The Why
(Listen to the podcast recording of this post HERE.)
Something is broken in the field of directing.
Almost everyone I meet in the theatre has a “bad director” story or two. The “geniuses” who got away with a lot of crap because they were artistic savants, or the ones who were not shy about it, but everyone was too scared to report it.
I wrapped a production of Macbeth recently here in Houston, and do you know how many of our actors have told me that their experience working on this show with my co-director and me has changed their lives or caused them to reevaluate their own worth in this process? I’m utterly thrilled to hear that, that’s exactly what I want to do for them, but it is far too many. And I hear things like that after every show I work on.
Why do I give a crap? Because theatre is truly my first love. We began courting at age 6 and by 8 we were married forever. Two memories dominate most others from my childhood, and they both involve theatre. First, sitting in the pews of First Friends Church in Colorado Springs, watching the annual Christmas musical and wondering when I will be old enough to join the youth group so that I can do what they’re doing. I remember mom telling me that I would be old enough when I was 6; just one more year!
The second is getting to go see the homeschool theatre company in Northern Virginia, Young People’s Theatre that got to perform in a real dinner theatre! I remember seeing Anne of Green Gables and the Hobbit before mom surprised me by telling me that they were holding auditions and I could audition! I learned so much with YPT over the years of being involved there.
My experiences with theatre in my youth were overall quite positive. I was lucky to be involved with organizations with reasonable expectations, strong educators, and very involved parents, and that is clearly not the case for a lot of people. Yet even still, I can point to things I learned and internalized as a young actor and eventual director that I have had to unlearn that we just aren’t talking about as a field.
I used to take it personally, when an actor who had worked with me on a production and had the experience of being valued and respected as a partner in the artistic process would go back to working in places where that was less true. I wanted to shake them by the shoulders and say “Hey, hold on there. You deserve better than this!” But the reality is that they don’t have a choice. That’s where the work is, and those who control access to the work often do not want to have to deal with people complaining about not having access to the work, so actors, designers, technicians, and even directors put up with a LOT of toxicity to enable them to keep working.
And there have been so many conversations happening about the necessary work in the theatre related to anti-racism, decolonization, and feminism. But those conversations seem to be missing an utterly crucial part of the issue: the complete lack of clear standards, expectations, or training surrounding the field of directing. Theatre directors are community leaders within artistic communities, whether they intend to be or not. They set the tone for the culture that will be built through the process of creation. The role is sacred, not because it touches on any particular religion, but because it is a conduit for connectedness. And in the wrong hands, that connectedness is poisoned, breeding gossip, zero-sum thinking, and ultimately emotional and even physical pain for everyone involved.
Yet, despite that incredibly essential role, there is no clear path for a director to undergo training and development outside of MFA programs. I’m sure that most folks who got their start at a community or youth theatre where a director was selected because they were willing or because they had the idea first, with little to no actual training provided or sought out. And you might be tempted to say, “But that’s just small community theatres,” yet I will point out that I know very few artists who haven’t had that experience or known someone who has had that experience. Small theatres like that are the entry point to the world of theatre for so many people, especially those who do not want to pursue it professionally but still love the form. Toxic directors who have poor leadership in that environment can poison an artist’s sense of confidence and diminish the quality of their storytelling from early in their development, making it immensely harder to unlearn those false truths, and robbing those artists and their communities of transformative storytelling.
As a director, I am regularly encountering and trying to create room for healing from trauma. Actors who are afraid to take up space when they’re not in character because they don’t want to get yelled at. Designers and stage managers who are scared to approach anyone about a gig because they have a disability that makes certain things more challenging for them. Writers sharing stories of aggravating things being said to or asked of them by directors directing a production of their play. I see and hear these stories and so many more, and the reality is that our rehearsal rooms and production meetings are connected. What you do in “your” rehearsal rooms and production meetings inevitably affects me in mine, and vice versa. Because unlike many other fields, the vast majority of theatre artists no longer work for just one company. So I have a personal stake in this, and whether you are a director, stage manager, actor, designer, technician, or audience member, you have a personal stake too.
Deconstructing Directing is my contribution to the larger conversation about the tectonic shifts that need to occur in theatre as soon as yesterday, and I’ll be publishing at least one post a week. Each post will be recorded and uploaded as a series of Tik Toks or a short podcast episode (and the podcast might have a few additional thoughts thrown in as they come to me), so you can engage with the content any of those ways. Not everything I share will be unique, and in fact part of my goal is to elevate the voices of those who are most harmed by the lack of training and leadership development for directors at every level of the field. I may be neurodivergent, queer, and non-binary, but I’m also white and assigned male at birth, so I have been doing and will continue to do a lot of listening to women, people of color, and other artists who share my identities but at different intersections.
I hope you’ll join me in this conversation.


# Exercise directions
Reproduce this listing in full.

----- Recorded information

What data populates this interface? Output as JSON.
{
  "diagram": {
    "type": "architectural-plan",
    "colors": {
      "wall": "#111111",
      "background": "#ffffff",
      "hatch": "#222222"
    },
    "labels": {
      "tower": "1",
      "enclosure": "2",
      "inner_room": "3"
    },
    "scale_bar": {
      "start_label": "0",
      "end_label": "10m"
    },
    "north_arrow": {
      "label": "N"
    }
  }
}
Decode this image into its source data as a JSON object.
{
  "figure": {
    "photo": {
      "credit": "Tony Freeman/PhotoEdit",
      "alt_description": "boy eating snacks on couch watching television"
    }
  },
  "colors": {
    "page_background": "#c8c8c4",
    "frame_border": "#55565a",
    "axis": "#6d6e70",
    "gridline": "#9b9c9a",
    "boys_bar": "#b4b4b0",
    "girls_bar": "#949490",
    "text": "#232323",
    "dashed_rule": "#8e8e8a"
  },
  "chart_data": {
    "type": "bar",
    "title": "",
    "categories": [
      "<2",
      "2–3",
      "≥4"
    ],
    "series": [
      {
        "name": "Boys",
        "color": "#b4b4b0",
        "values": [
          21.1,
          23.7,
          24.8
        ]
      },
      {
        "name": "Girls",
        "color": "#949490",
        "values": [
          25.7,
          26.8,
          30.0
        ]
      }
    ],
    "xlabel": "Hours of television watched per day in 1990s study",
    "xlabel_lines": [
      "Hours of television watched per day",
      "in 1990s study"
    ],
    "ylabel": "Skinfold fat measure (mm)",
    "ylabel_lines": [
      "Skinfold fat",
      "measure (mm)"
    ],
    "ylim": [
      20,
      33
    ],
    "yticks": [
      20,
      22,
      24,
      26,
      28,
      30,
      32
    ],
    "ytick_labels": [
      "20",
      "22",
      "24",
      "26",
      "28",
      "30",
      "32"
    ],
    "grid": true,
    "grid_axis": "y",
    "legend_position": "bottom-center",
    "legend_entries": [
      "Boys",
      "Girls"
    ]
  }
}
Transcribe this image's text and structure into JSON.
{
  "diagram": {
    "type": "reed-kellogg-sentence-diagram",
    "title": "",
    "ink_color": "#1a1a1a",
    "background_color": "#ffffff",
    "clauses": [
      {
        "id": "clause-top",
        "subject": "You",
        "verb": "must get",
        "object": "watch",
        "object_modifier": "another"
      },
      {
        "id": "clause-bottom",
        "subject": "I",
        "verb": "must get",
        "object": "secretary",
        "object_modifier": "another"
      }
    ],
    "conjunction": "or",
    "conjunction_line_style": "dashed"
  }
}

----------

# The completed task
What data populates this interface? Output as JSON.
{
  "diagram": {
    "type": "architectural-plan",
    "colors": {
      "wall": "#111111",
      "background": "#ffffff",
      "hatch": "#222222"
    },
    "labels": {
      "tower": "1",
      "enclosure": "2",
      "inner_room": "3"
    },
    "scale_bar": {
      "start_label": "0",
      "end_label": "10m"
    },
    "north_arrow": {
      "label": "N"
    }
  }
}
Decode this image into its source data as a JSON object.
{
  "figure": {
    "photo": {
      "credit": "Tony Freeman/PhotoEdit",
      "alt_description": "boy eating snacks on couch watching television"
    }
  },
  "colors": {
    "page_background": "#c8c8c4",
    "frame_border": "#55565a",
    "axis": "#6d6e70",
    "gridline": "#9b9c9a",
    "boys_bar": "#b4b4b0",
    "girls_bar": "#949490",
    "text": "#232323",
    "dashed_rule": "#8e8e8a"
  },
  "chart_data": {
    "type": "bar",
    "title": "",
    "categories": [
      "<2",
      "2–3",
      "≥4"
    ],
    "series": [
      {
        "name": "Boys",
        "color": "#b4b4b0",
        "values": [
          21.1,
          23.7,
          24.8
        ]
      },
      {
        "name": "Girls",
        "color": "#949490",
        "values": [
          25.7,
          26.8,
          30.0
        ]
      }
    ],
    "xlabel": "Hours of television watched per day in 1990s study",
    "xlabel_lines": [
      "Hours of television watched per day",
      "in 1990s study"
    ],
    "ylabel": "Skinfold fat measure (mm)",
    "ylabel_lines": [
      "Skinfold fat",
      "measure (mm)"
    ],
    "ylim": [
      20,
      33
    ],
    "yticks": [
      20,
      22,
      24,
      26,
      28,
      30,
      32
    ],
    "ytick_labels": [
      "20",
      "22",
      "24",
      "26",
      "28",
      "30",
      "32"
    ],
    "grid": true,
    "grid_axis": "y",
    "legend_position": "bottom-center",
    "legend_entries": [
      "Boys",
      "Girls"
    ]
  }
}
Transcribe this image's text and structure into JSON.
{
  "diagram": {
    "type": "reed-kellogg-sentence-diagram",
    "title": "",
    "ink_color": "#1a1a1a",
    "background_color": "#ffffff",
    "clauses": [
      {
        "id": "clause-top",
        "subject": "You",
        "verb": "must get",
        "object": "watch",
        "object_modifier": "another"
      },
      {
        "id": "clause-bottom",
        "subject": "I",
        "verb": "must get",
        "object": "secretary",
        "object_modifier": "another"
      }
    ],
    "conjunction": "or",
    "conjunction_line_style": "dashed"
  }
}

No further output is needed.